What Came Before is a remarkable achievement-a smart, fast-paced mystery that asks important questions about identity, family, and race. "What Came Before" springs from a desire to show that people are more alike than different, and it is our differences that enrich us. It's something I learned as I grew into myself, through reading, through the experiences of the growing up in the fifties and sixties, through knowing people of many races - the different ways human beings exist in a real world. I wish I could say I knew instinctively at that young age the whole wrongness of it, but I didn't. I don't remember, but I think it was my father who to me this kind of fear and hatred existed in the world. He explained that one was for white people, the other for black.

I ran back to my grandpa and told him what happened.

The two sprays of water were exactly the same. When no rainbow showed up, I was disappointed. I chose "colored," of course, because to my mind that meant the water would come out red, orange, yellow, green, blue, purple. The left one was labeled "white" and the other labeled "colored." I studied them, wondering which one I wanted. Two drinking fountains stood against the cluttered back wall of the market. Then when I was four or five - I don't really remember exactly - I wandered off to get a drink of water.

I liked to ride on the front of the cart while he pushed down the aisles. He was a sunburned Santa Claus smelling of figs and cigars who liked to load up on rolls and rolls of toilet paper, paper towels, cans of tomato sauce and bottles of soda pop. I loved going to the grocery store with my grandpa. That's where I ran smack dab into Jim Crow laws. Since he was a teacher, we used to climb into our old Pontiac as soon as school was out and head east to corn country, then head south to Terrebonne parish. I grew up in California, but my mom came from a little town in Louisiana and my dad from Iowa. In the beginning, Abbie's missing half-sister was white, like Abbie and like me, and I kept coming up with the question, "so what?" "Where's the tension?" I reached into my own life, my own experiences, my own childhood for clues. Stories-good stories-had to be about something that mattered to me and to others. What Came Before was conceived as a comedy with lots of broad humor and exaggerated characters, but as I began to work, I realized I needed to write something I cared about, that there had to be a reason beyond car chases and Twinkies for a piece of work to exist.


- Work request -
Scan the records below for the word "marker". Copy each line where it appears.

[Stored data]
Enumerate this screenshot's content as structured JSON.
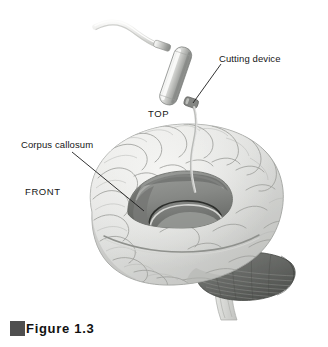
{
  "figure": {
    "caption": "Figure 1.3",
    "caption_swatch_color": "#4f4f4f"
  },
  "labels": {
    "cutting_device": "Cutting device",
    "corpus_callosum": "Corpus callosum",
    "top": "TOP",
    "front": "FRONT"
  },
  "icons": {
    "cutting_device": "surgical-probe-icon",
    "brain": "brain-lateral-icon",
    "cerebellum": "cerebellum-icon",
    "brainstem": "brainstem-icon",
    "corpus_callosum": "corpus-callosum-icon",
    "cable": "probe-cable-icon"
  },
  "colors": {
    "background": "#ffffff",
    "cortex_light": "#e3e4e2",
    "cortex_mid": "#cfd0cd",
    "cortex_shadow": "#b2b3b0",
    "sulci_line": "#a3a5a1",
    "corpus_callosum": "#8d8f8c",
    "corpus_callosum_dark": "#6f716e",
    "cerebellum": "#6b6d6a",
    "cerebellum_dark": "#4d4f4c",
    "brainstem": "#d3d4d1",
    "probe_body_light": "#f2f2f1",
    "probe_body_mid": "#c8c9c6",
    "probe_body_dark": "#8e908d",
    "probe_tip": "#7a7c79",
    "cable": "#e6e6e4",
    "leader_line": "#1c1c1c",
    "text": "#161616"
  }
}
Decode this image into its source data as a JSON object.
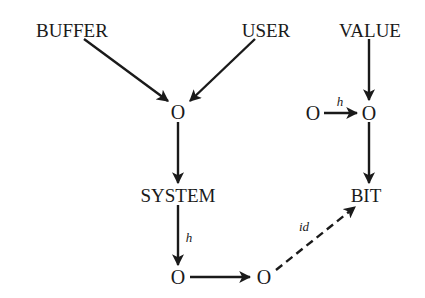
{
  "diagram": {
    "nodes": [
      {
        "id": "buffer",
        "label": "BUFFER"
      },
      {
        "id": "user",
        "label": "USER"
      },
      {
        "id": "value",
        "label": "VALUE"
      },
      {
        "id": "o1",
        "label": "O"
      },
      {
        "id": "o2",
        "label": "O"
      },
      {
        "id": "o3",
        "label": "O"
      },
      {
        "id": "system",
        "label": "SYSTEM"
      },
      {
        "id": "bit",
        "label": "BIT"
      },
      {
        "id": "o4",
        "label": "O"
      },
      {
        "id": "o5",
        "label": "O"
      }
    ],
    "edges": [
      {
        "from": "buffer",
        "to": "o1",
        "label": "",
        "style": "solid"
      },
      {
        "from": "user",
        "to": "o1",
        "label": "",
        "style": "solid"
      },
      {
        "from": "value",
        "to": "o3",
        "label": "",
        "style": "solid"
      },
      {
        "from": "o2",
        "to": "o3",
        "label": "h",
        "style": "solid"
      },
      {
        "from": "o1",
        "to": "system",
        "label": "",
        "style": "solid"
      },
      {
        "from": "o3",
        "to": "bit",
        "label": "",
        "style": "solid"
      },
      {
        "from": "system",
        "to": "o4",
        "label": "h",
        "style": "solid"
      },
      {
        "from": "o4",
        "to": "o5",
        "label": "",
        "style": "solid"
      },
      {
        "from": "o5",
        "to": "bit",
        "label": "id",
        "style": "dashed"
      }
    ]
  }
}
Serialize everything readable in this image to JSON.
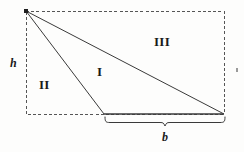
{
  "figure": {
    "background_color": "#fdfdfc",
    "stroke_color": "#3a3a3a",
    "dash_color": "#555555",
    "text_color": "#1a1a1a"
  },
  "labels": {
    "region_one": "I",
    "region_two": "II",
    "region_three": "III",
    "height": "h",
    "base": "b"
  },
  "geometry": {
    "rect": {
      "x": 26,
      "y": 11,
      "width": 198,
      "height": 103
    },
    "apex": {
      "x": 26,
      "y": 11
    },
    "base_left": {
      "x": 104,
      "y": 114
    },
    "base_right": {
      "x": 224,
      "y": 114
    },
    "brace": {
      "x_start": 105,
      "x_end": 225,
      "y": 117,
      "tip_x": 165,
      "depth": 8
    }
  },
  "icons": {
    "apex_vertex": "vertex-dot",
    "right_tick": "edge-tick-mark"
  }
}
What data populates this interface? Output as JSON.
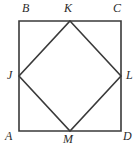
{
  "figure": {
    "name": "square-with-inscribed-square",
    "canvas": {
      "width": 139,
      "height": 150
    },
    "background_color": "#ffffff",
    "stroke_color": "#3a3a3a",
    "stroke_width": 1.6,
    "fill": "none"
  },
  "outer_square": {
    "name": "square-ABCD",
    "vertices": [
      {
        "label": "B",
        "x": 19,
        "y": 21
      },
      {
        "label": "C",
        "x": 121,
        "y": 21
      },
      {
        "label": "D",
        "x": 121,
        "y": 131
      },
      {
        "label": "A",
        "x": 19,
        "y": 131
      }
    ]
  },
  "inner_square": {
    "name": "square-JKLM",
    "vertices": [
      {
        "label": "K",
        "x": 70,
        "y": 21
      },
      {
        "label": "L",
        "x": 121,
        "y": 76
      },
      {
        "label": "M",
        "x": 70,
        "y": 131
      },
      {
        "label": "J",
        "x": 19,
        "y": 76
      }
    ]
  },
  "labels": [
    {
      "id": "label-B",
      "text": "B",
      "x": 22,
      "y": 2,
      "anchor": "outer-top-left"
    },
    {
      "id": "label-K",
      "text": "K",
      "x": 64,
      "y": 2,
      "anchor": "midpoint-top"
    },
    {
      "id": "label-C",
      "text": "C",
      "x": 113,
      "y": 2,
      "anchor": "outer-top-right"
    },
    {
      "id": "label-J",
      "text": "J",
      "x": 7,
      "y": 69,
      "anchor": "midpoint-left"
    },
    {
      "id": "label-L",
      "text": "L",
      "x": 126,
      "y": 69,
      "anchor": "midpoint-right"
    },
    {
      "id": "label-A",
      "text": "A",
      "x": 5,
      "y": 130,
      "anchor": "outer-bottom-left"
    },
    {
      "id": "label-M",
      "text": "M",
      "x": 63,
      "y": 133,
      "anchor": "midpoint-bottom"
    },
    {
      "id": "label-D",
      "text": "D",
      "x": 123,
      "y": 130,
      "anchor": "outer-bottom-right"
    }
  ]
}
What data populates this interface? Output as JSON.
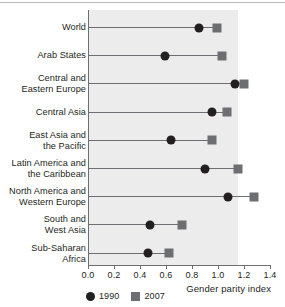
{
  "chart_data": {
    "type": "scatter",
    "title": "",
    "xlabel": "Gender parity index",
    "ylabel": "",
    "xlim": [
      0.0,
      1.4
    ],
    "xticks": [
      "0.0",
      "0.2",
      "0.4",
      "0.6",
      "0.8",
      "1.0",
      "1.2",
      "1.4"
    ],
    "grid": false,
    "legend_position": "bottom-left",
    "categories": [
      "World",
      "Arab States",
      "Central and\nEastern Europe",
      "Central Asia",
      "East Asia and\nthe Pacific",
      "Latin America and\nthe Caribbean",
      "North America and\nWestern Europe",
      "South and\nWest Asia",
      "Sub-Saharan\nAfrica"
    ],
    "series": [
      {
        "name": "1990",
        "marker": "circle",
        "color": "#231f20",
        "values": [
          0.85,
          0.59,
          1.13,
          0.95,
          0.64,
          0.9,
          1.08,
          0.48,
          0.46
        ]
      },
      {
        "name": "2007",
        "marker": "square",
        "color": "#6d6e71",
        "values": [
          0.99,
          1.03,
          1.2,
          1.07,
          0.95,
          1.15,
          1.28,
          0.72,
          0.62
        ]
      }
    ]
  },
  "legend": {
    "items": [
      {
        "label": "1990",
        "marker": "circle"
      },
      {
        "label": "2007",
        "marker": "square"
      }
    ]
  },
  "axis": {
    "x_title": "Gender parity index"
  }
}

- Answer section -
        "marker": "circle",
        "marker": "square",
        "marker": "circle"
        "marker": "square"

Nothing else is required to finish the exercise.